A legal transaction is a broad term for a deal executed between parties in various realms of the corporate, finance, real estate, and business worlds. Organizations and individuals involved in deals hire prestigious law firms to:
- Advise them on the structuring of the transaction;
- Tackle the numerous legal issues raised during business discussions;
- Negotiate and draft documentation; and
- Manage the process and deadlines until the closing.
- The process and structure are complex;
- There are numerous stakeholders;
- There are highly confidential negotiations;
- There are major business and financial stakes; and
- Parties pay high fees for lawyers’ expertise
- Until recently, there has been a dearth of digital tools to simplify the process.
Traditional practices create pains and frustration for counsels and parties
Carrying out and closing deals is often chaotic, and the transaction process is mired in inefficiencies from end to end. Outdated practices are largely to blame for these inefficiencies. While many other industries have undergone significant transformation in the last decade, lawyers today work in much the same way they did 15 years ago: using email, phones and paper. Take the due diligence process as an example. It often requires an army of lawyers to sift through thousands of documents. The team is left to track down documents, reorganize file folders, dig for templates, and attempt to oversee multiple versions of documents with their review. At the end, they worry that a key piece of information was lost in the haystack. What about workflow management? A transaction is a complex road with numerous procedural steps, documents to collect, conditions precedent to meet, and deadlines not to miss. Large transactions can often take 1 or 2 years before closing. They require meticulous organization, and time equals money. Closings may be the most taxing part, and the most prone to error. At physical closings, parties wait in a meeting room for hours on end signing and initialing hundreds of pages. Remotely, lawyers track signatures from various parties while they await original documents to be exchanged via mail, at the risk of being lost or damaged. Documents then have to be scanned and meticulously assembled while the client endlessly waits for their closing book. This process is unpleasant for both lawyers and their clients. Clients’ data are unsafe, the deal is slow, and lawyers spend hours performing tasks manually with no added value. At the end of the day, the value of lawyers’ expertise diminishes.Digital solutions are a game-changer
Many of the pitfalls in the legal transaction process can be avoided. Legal technology, and legal transaction management software in particular, has sought to mitigate these issues in several ways, notably by:- Centralizing the whole process on a single platform;
- Simplifying collaboration and exchanges between stakeholders;
- Automating low-level tasks;
- Securing sensitive documentation; and
- Speeding up the deal.
- Parties have access to a secure online data room to conduct due diligence;
- Lawyers can create interactive step plans and checklists, assign tasks to different team members, set automatic reminders for them, and easily collect documents and conditions precedent;
- Negotiated documents would be exchanged and stored in a single place, with version histories centralized rather than dispersed throughout emails;
- Come the closing, all parties sign documents electronically from wherever they are, while lawyers simply monitor and make sure everything runs smoothly;
- Minutes after documents are signed, closing books are generated automatically and shared with clients;
- At the end, sensitive original documents like share purchase agreements, shareholders’ agreements or joint-venture contracts are archived in a safe, with assured legal certainty and probative force.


Exercise instructions:
Through to the final line, write out the records below exactly, omitting any images they contain.

━━━

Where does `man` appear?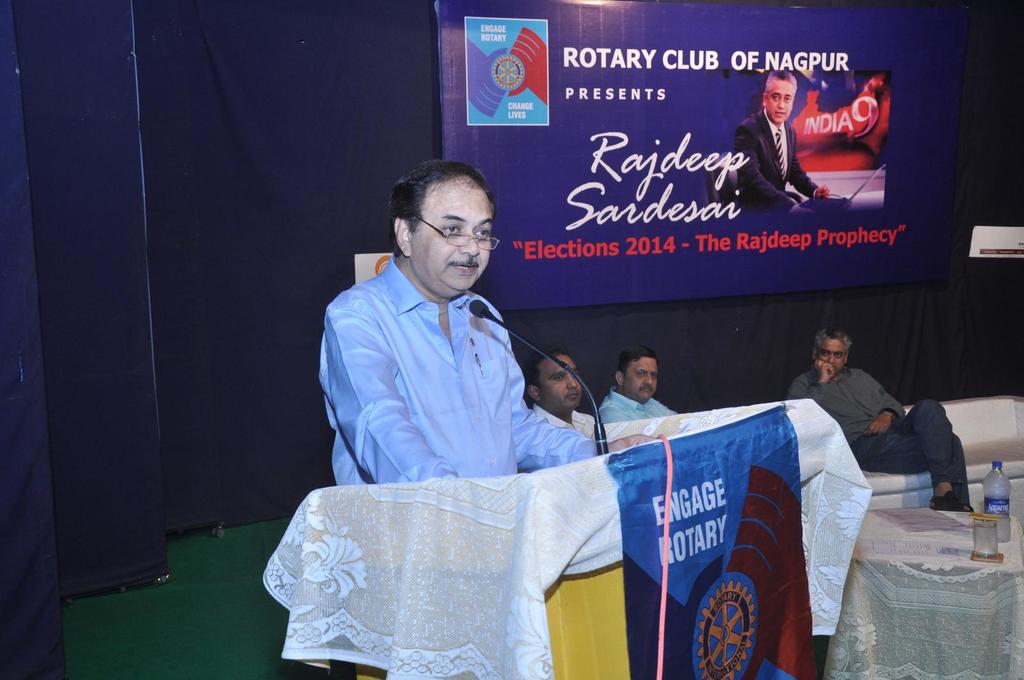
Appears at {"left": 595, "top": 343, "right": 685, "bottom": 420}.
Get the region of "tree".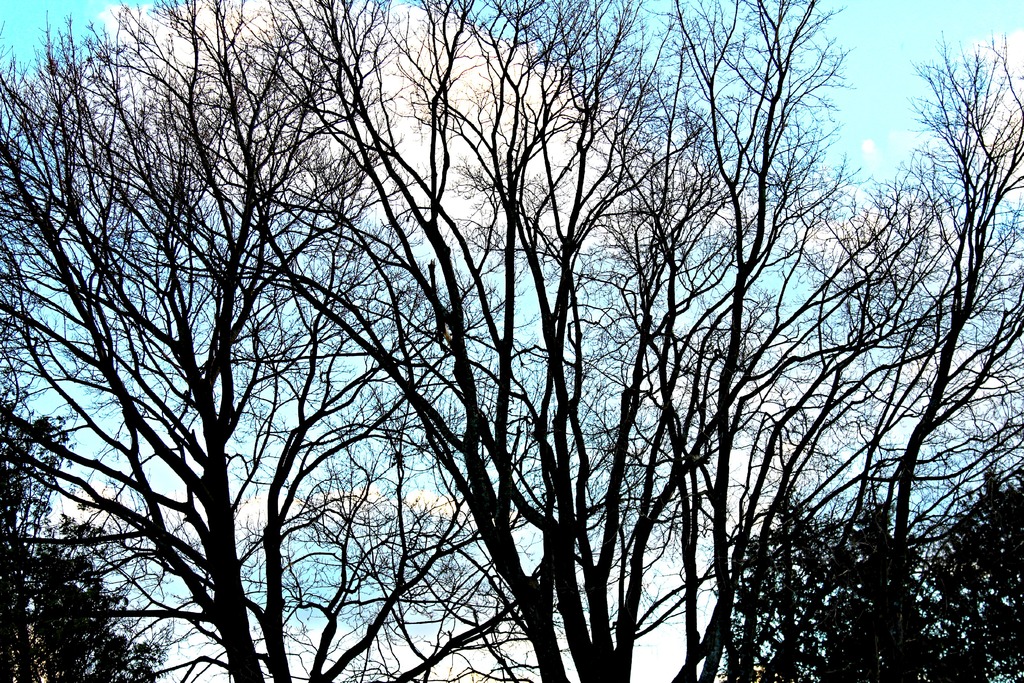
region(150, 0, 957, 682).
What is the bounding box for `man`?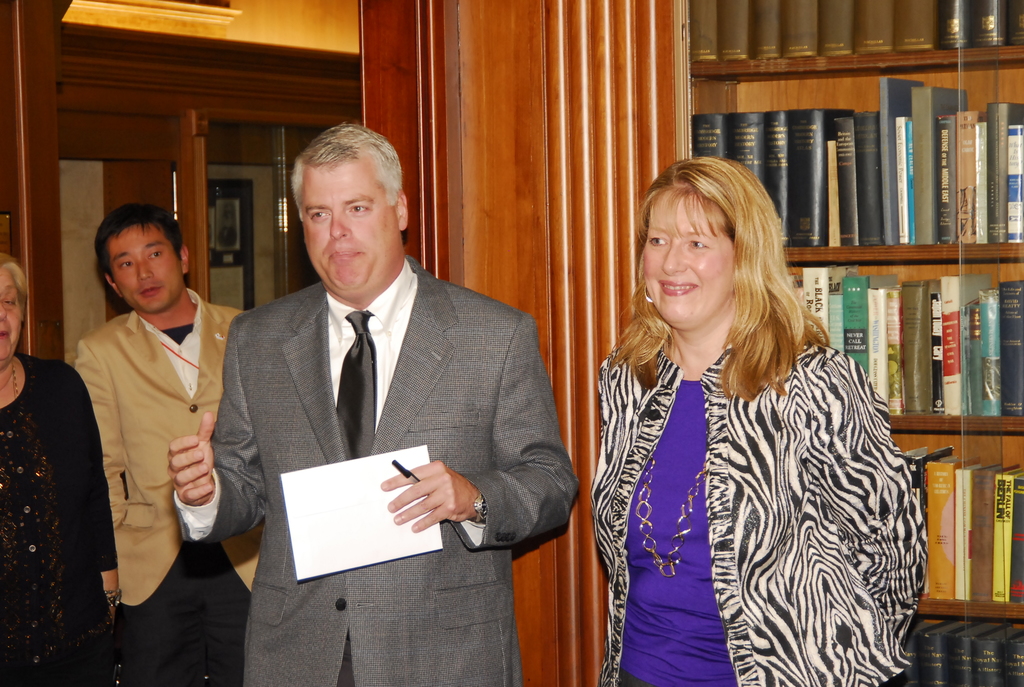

━━━

Written answer:
Where does `man` appear?
Appears at {"left": 595, "top": 343, "right": 685, "bottom": 420}.
Get the region of "tree".
region(150, 0, 957, 682).
What is the bounding box for `man`?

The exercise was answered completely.